Lou Lou Sainsbury

Websitewww.loulousainsbury.com
Starting date30-05-2024
Ending date21-08-2024

Give me an ounce of civet, good apothecary; sweeten my imagination. The words of King Lear seem written for three civet-inspired works Lou Lou Sainsbury made at EKWC. Complex creatures they are, nurturing and dangerous, in a process of profound transformation. Fabulous nails combine with ferocious fangs, wounds – some self-inflicted – become portals of spiritual energy or stigmata, death is near, and yet there is something gentle about these hybrid beings. They might be friends, companions on a quest for social, civil justice. Sainsbury researched the colonial history of civet, a substance harvested from the civet’s perineal glands. It was used in medicine and scents in Europe since the 15th century but gradually lost its appeal until perfumer Ernest Beaux used it to create Chanel No.5 in 1921. The animal ingredient, long since synthesised, redefined how women desired and were enticed to smell, highlighting the intangible components of gender and identity.
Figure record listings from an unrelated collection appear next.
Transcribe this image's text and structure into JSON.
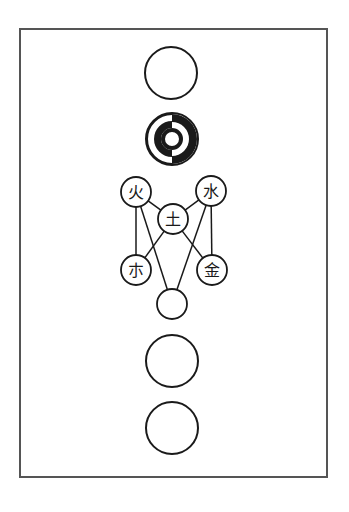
{
  "diagram": {
    "frame": {
      "x": 20,
      "y": 29,
      "width": 307,
      "height": 448,
      "stroke": "#555555"
    },
    "ink_color": "#1a1a1a",
    "large_circles": [
      {
        "id": "top-circle",
        "cx": 171,
        "cy": 73,
        "r": 26
      },
      {
        "id": "lower-circle-1",
        "cx": 172,
        "cy": 361,
        "r": 26
      },
      {
        "id": "lower-circle-2",
        "cx": 172,
        "cy": 428,
        "r": 26
      }
    ],
    "concentric_symbol": {
      "cx": 172,
      "cy": 139,
      "r": 26
    },
    "element_nodes": [
      {
        "id": "fire",
        "label": "火",
        "cx": 136,
        "cy": 192,
        "r": 15
      },
      {
        "id": "water",
        "label": "水",
        "cx": 211,
        "cy": 191,
        "r": 15
      },
      {
        "id": "earth",
        "label": "土",
        "cx": 173,
        "cy": 219,
        "r": 15
      },
      {
        "id": "wood",
        "label": "朩",
        "cx": 136,
        "cy": 270,
        "r": 15
      },
      {
        "id": "metal",
        "label": "金",
        "cx": 212,
        "cy": 270,
        "r": 15
      },
      {
        "id": "base",
        "label": "",
        "cx": 172,
        "cy": 304,
        "r": 15
      }
    ],
    "edges": [
      [
        "fire",
        "earth"
      ],
      [
        "water",
        "earth"
      ],
      [
        "fire",
        "wood"
      ],
      [
        "water",
        "metal"
      ],
      [
        "fire",
        "base"
      ],
      [
        "water",
        "base"
      ],
      [
        "earth",
        "wood"
      ],
      [
        "earth",
        "metal"
      ]
    ]
  }
}
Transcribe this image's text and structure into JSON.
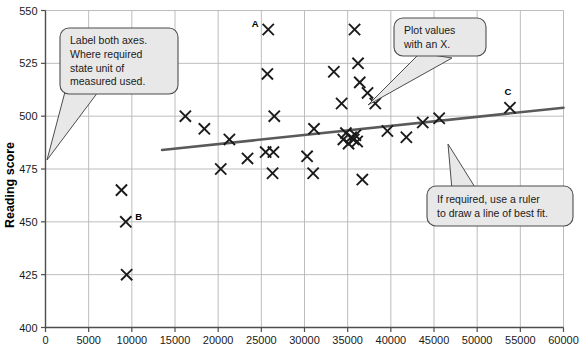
{
  "chart_data": {
    "type": "scatter",
    "title": "",
    "xlabel": "",
    "ylabel": "Reading score",
    "xlim": [
      0,
      60000
    ],
    "ylim": [
      400,
      550
    ],
    "xticks": [
      0,
      5000,
      10000,
      15000,
      20000,
      25000,
      30000,
      35000,
      40000,
      45000,
      50000,
      55000,
      60000
    ],
    "xtick_labels": [
      "0",
      "5000",
      "10000",
      "15000",
      "20000",
      "25000",
      "30000",
      "35000",
      "40000",
      "45000",
      "50000",
      "55000",
      "60000"
    ],
    "yticks": [
      400,
      425,
      450,
      475,
      500,
      525,
      550
    ],
    "ytick_labels": [
      "400",
      "425",
      "450",
      "475",
      "500",
      "525",
      "550"
    ],
    "grid": true,
    "legend": "none",
    "marker": "x",
    "marker_color": "#1a1a1a",
    "points": [
      {
        "x": 8800,
        "y": 465
      },
      {
        "x": 9300,
        "y": 450,
        "label": "B"
      },
      {
        "x": 9400,
        "y": 425
      },
      {
        "x": 16200,
        "y": 500
      },
      {
        "x": 18400,
        "y": 494
      },
      {
        "x": 20300,
        "y": 475
      },
      {
        "x": 21300,
        "y": 489
      },
      {
        "x": 23400,
        "y": 480
      },
      {
        "x": 25500,
        "y": 483
      },
      {
        "x": 26400,
        "y": 483
      },
      {
        "x": 25800,
        "y": 541,
        "label": "A"
      },
      {
        "x": 25700,
        "y": 520
      },
      {
        "x": 26300,
        "y": 473
      },
      {
        "x": 26500,
        "y": 500
      },
      {
        "x": 30300,
        "y": 481
      },
      {
        "x": 31000,
        "y": 473
      },
      {
        "x": 31100,
        "y": 494
      },
      {
        "x": 33400,
        "y": 521
      },
      {
        "x": 34300,
        "y": 506
      },
      {
        "x": 34500,
        "y": 489
      },
      {
        "x": 34800,
        "y": 492
      },
      {
        "x": 35100,
        "y": 487
      },
      {
        "x": 35400,
        "y": 490
      },
      {
        "x": 35700,
        "y": 489
      },
      {
        "x": 35900,
        "y": 491
      },
      {
        "x": 36100,
        "y": 488
      },
      {
        "x": 35800,
        "y": 541
      },
      {
        "x": 36200,
        "y": 525
      },
      {
        "x": 36400,
        "y": 516
      },
      {
        "x": 36700,
        "y": 470
      },
      {
        "x": 37300,
        "y": 511
      },
      {
        "x": 38200,
        "y": 506
      },
      {
        "x": 39600,
        "y": 493
      },
      {
        "x": 41800,
        "y": 490
      },
      {
        "x": 43700,
        "y": 497
      },
      {
        "x": 45600,
        "y": 499
      },
      {
        "x": 53800,
        "y": 504,
        "label": "C"
      }
    ],
    "trend_line": {
      "label": "line of best fit",
      "color": "#5a5a5a",
      "x_start": 13500,
      "y_start": 484,
      "x_end": 60000,
      "y_end": 504
    },
    "point_labels": [
      {
        "text": "A",
        "x": 25800,
        "y": 541
      },
      {
        "text": "B",
        "x": 9300,
        "y": 450
      },
      {
        "text": "C",
        "x": 53800,
        "y": 504
      }
    ]
  },
  "axes": {
    "y_title": "Reading score"
  },
  "callouts": [
    {
      "id": "callout-axes",
      "lines": [
        "Label both axes.",
        "Where required",
        "state unit of",
        "measured used."
      ]
    },
    {
      "id": "callout-plot-values",
      "lines": [
        "Plot values",
        "with an X."
      ]
    },
    {
      "id": "callout-ruler",
      "lines": [
        "If required, use a ruler",
        "to draw a line of best fit."
      ]
    }
  ],
  "colors": {
    "grid": "#b5b5b5",
    "axis": "#4d4d4d",
    "marker": "#1a1a1a",
    "trend": "#5b5b5b",
    "callout_fill": "#e8e8e8",
    "callout_stroke": "#4d4d4d"
  }
}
While in residence, Sainsbury worked primary with hand-building techniques — coiling and slab-building her vessels, figurative sculptural forms, etc. and adorning them with hand-formed details. She worked with white, red, and black clay bodies — sometimes in combination — and embarked on a trajectory of glaze research that included underglazes, sinter engobes, glazes, and lustres, applied with brush and by spraying, and fired in both oxidation and reduction firings. Following her EKWC residency, the sculptures may be combined with other materials (such a textiles and found objects) and worked gradually into potential sculptural installations.